@ Bigbowla532:
It's about as likely that you'd get warts from a toad peeing on you as the toad peeing on you caused your armatar to go missing :P
Zing!
That said I didn't even know that toads urinated, so yeah.
@ crazynaitor:
Why do we have a type of Gender?
...heavens, what a question. It's an excellent question but it's also another difficult one to answer! I'll try to be brief:
Gender is actually based on our common perceptions of sex. It's the set of expectations and values one associates with said sex- which, simply speaking, is male or female. The way we talk about sex and the way it has been defined as pretty much two halves is derived entirely from ourselves, though, given that many of the differences between 'male' and 'female' are directly observable by us, this is hardly surprising.
For humans, I guess it just so happened that we turned out to be sexually reproducing mammals that are almost entirely either male or female, and don't actually change sex by ourselves. That's about as deep as I can go, and after that it's a matter of working my way back:
Technically speaking, sex is actually defined by your genetic makeup. If you have a Y sex chromosome, you're male. If you only have X sex chromosomes, you're female. For about 99.9% of the population, there are two sex chromosomes and their configuration is either XY (male) or XX (female).
However not everybody is this way! While nobody can be YY (it just doesn't work out), various other combinations of X and Y exist where there is one or even two extra sex chromosomes, which can affect the
phenotypic (physiological) presentation. Even though the presentation can be ambiguous, the definition I've given above still stands in a strict sense because they Y chromosome is known as the 'sex-determining chromosome'. Why? Because it contains the info that triggers the changes in the embryo that turn it into a male.
This brings me to sexual characteristics. Primary sexual characteristics are defined by your reproductive organs- usually either a vagina, uterus and ovaries (female) or a penis and testes (male). However, sometimes those chromosomes I mentioned above don't quite work as planned, or something else happens along the way and a hormone or messenger doesn't get the signal right. This can result in different outcomes where it's unclear whether a person is a male or a female or both (a shemale?) or neither, based on what's between their legs. Those who happen to have various extents of
both sets of reproductive organs account for somewhere in the order of %0.001 (as an imprecise figure) of the world's population, which, when you think about it, is a fair bit.
Then there's the secondary sexual characteristics. These are the characteristics that most people would assess when glancing over a person- broad shoulders and a hairy chin? Breasts? Hips? Mannerisms? These have been generalised, perhaps too much, and aligned with the labels 'male' and 'female', and quite often associated with sexuality. It's this part that gives people the most confusion. It's still unclear as to what relation gender exactly holds with sex, seeing as there are many people who do not feel comfortable with their gender specifically, and others still who are not comfortable with their sex, to the extent that they either pretend, or adopt the roles and behaviors of the other sex, or have their sex changed. Mankind has a ways to go in figuring out how this all works.
In short, we have a type of gender because we have trends between the sexes that people as a whole see and judge upon. It's not necessarily correct, but it's what most people seem to think for the time being, until we can accept that exceptions to the rule do exist and this is perfectly natural.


Task prompt: Taking the entries below, transcribe only the lines starting with the one with "At what (x,y)" and going on through the one with "pyautogui.click(x=<x>, y=<y>)", exactly as written, without the pictures.

Input material:
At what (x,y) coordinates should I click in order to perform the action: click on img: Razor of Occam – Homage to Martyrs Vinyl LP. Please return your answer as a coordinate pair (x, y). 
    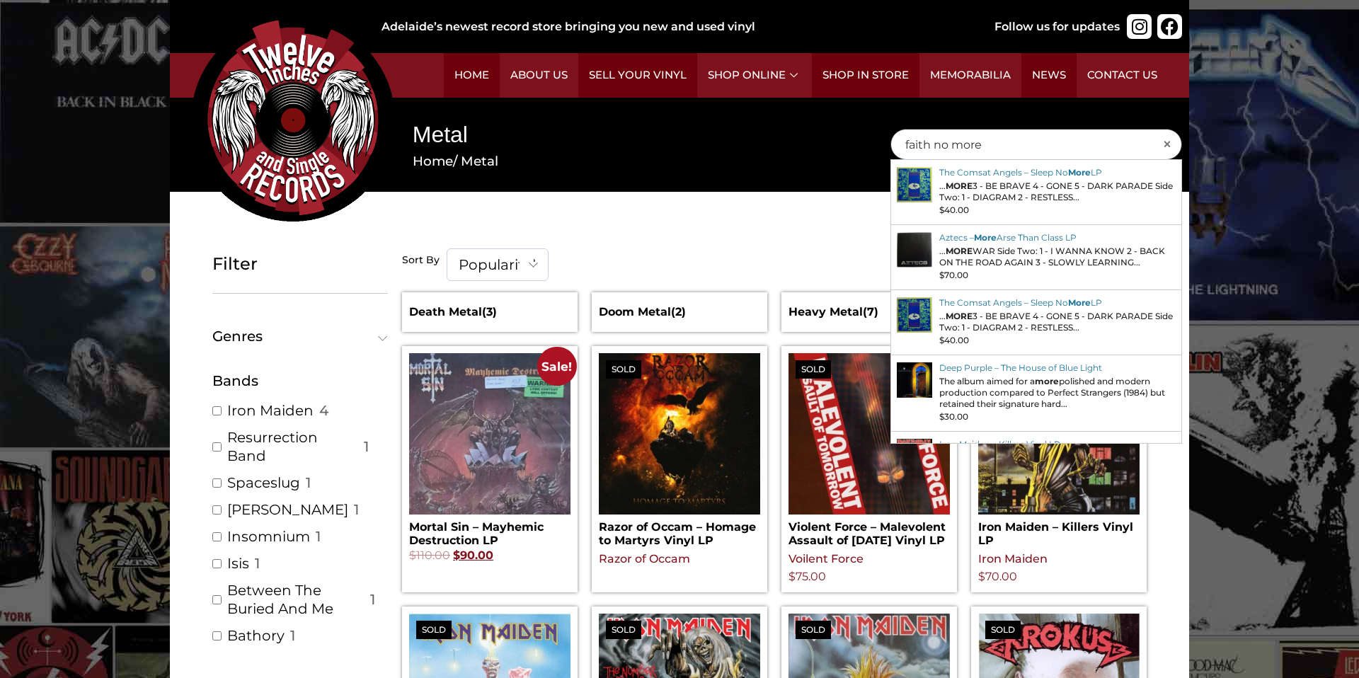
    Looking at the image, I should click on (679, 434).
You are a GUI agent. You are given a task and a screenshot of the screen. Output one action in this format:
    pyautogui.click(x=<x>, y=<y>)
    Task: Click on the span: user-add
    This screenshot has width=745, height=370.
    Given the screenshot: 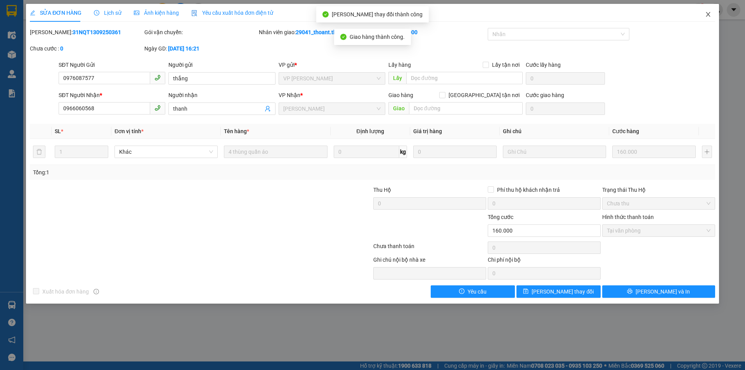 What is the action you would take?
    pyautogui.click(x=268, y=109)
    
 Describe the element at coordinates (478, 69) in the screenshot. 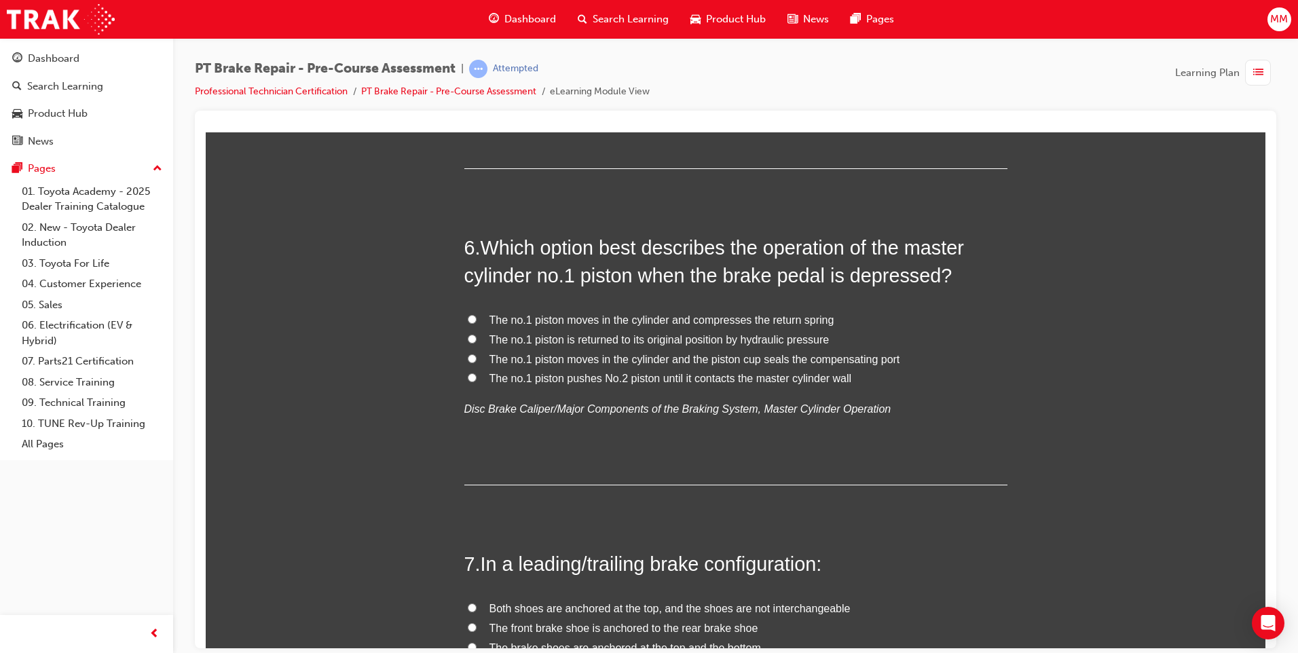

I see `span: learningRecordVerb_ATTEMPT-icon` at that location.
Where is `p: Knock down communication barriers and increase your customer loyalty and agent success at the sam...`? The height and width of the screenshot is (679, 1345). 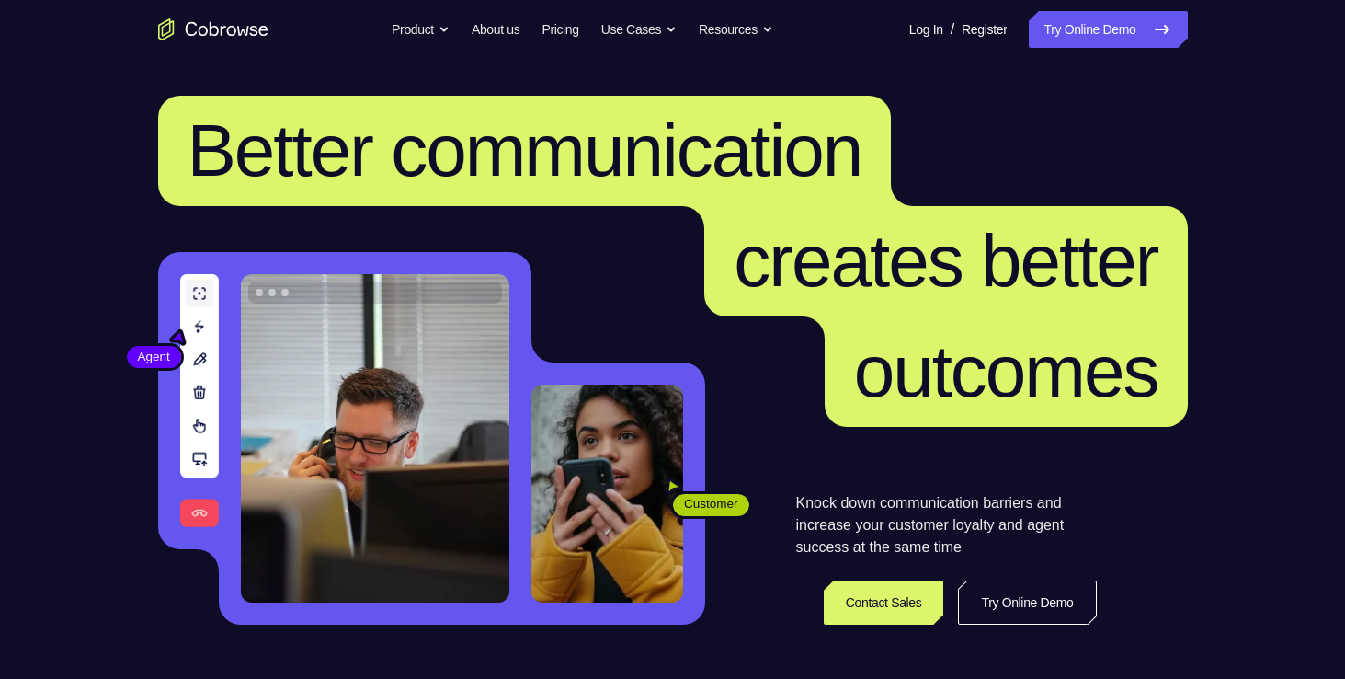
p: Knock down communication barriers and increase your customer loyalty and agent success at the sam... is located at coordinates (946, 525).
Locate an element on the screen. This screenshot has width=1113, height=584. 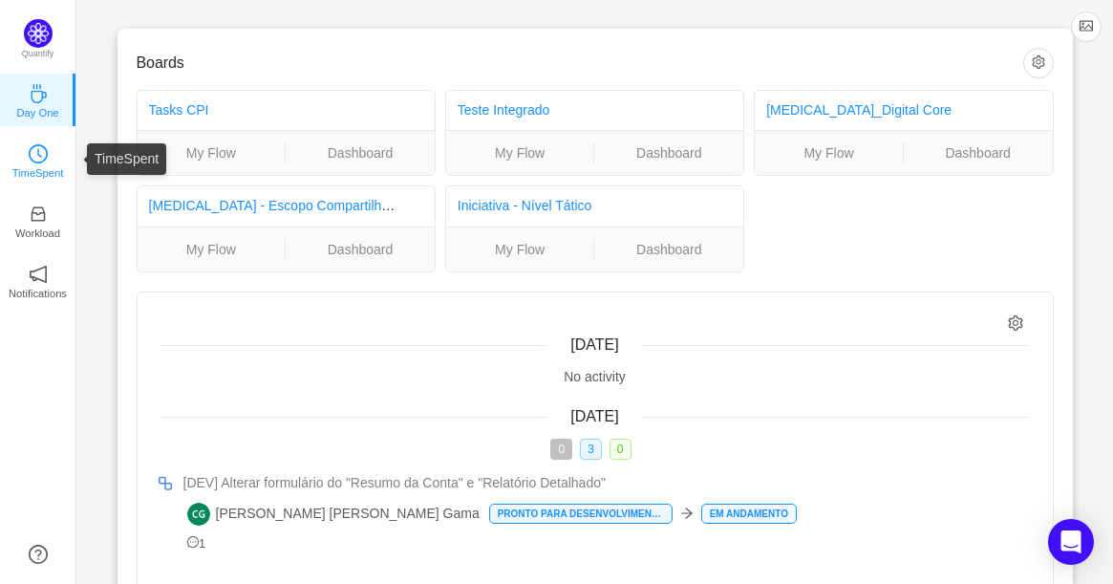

* * *

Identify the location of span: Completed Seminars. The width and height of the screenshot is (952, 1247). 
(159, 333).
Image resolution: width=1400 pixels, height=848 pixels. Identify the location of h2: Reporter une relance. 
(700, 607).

Answer box:
At what (x,y) coordinates should I click in order to perform the action: click on img: Razor of Occam – Homage to Martyrs Vinyl LP. Please return your answer as a coordinate pair (x, y). 
    Looking at the image, I should click on (679, 434).
You are a GUI agent. You are given a task and a screenshot of the screen. Output one action in this format:
    pyautogui.click(x=<x>, y=<y>)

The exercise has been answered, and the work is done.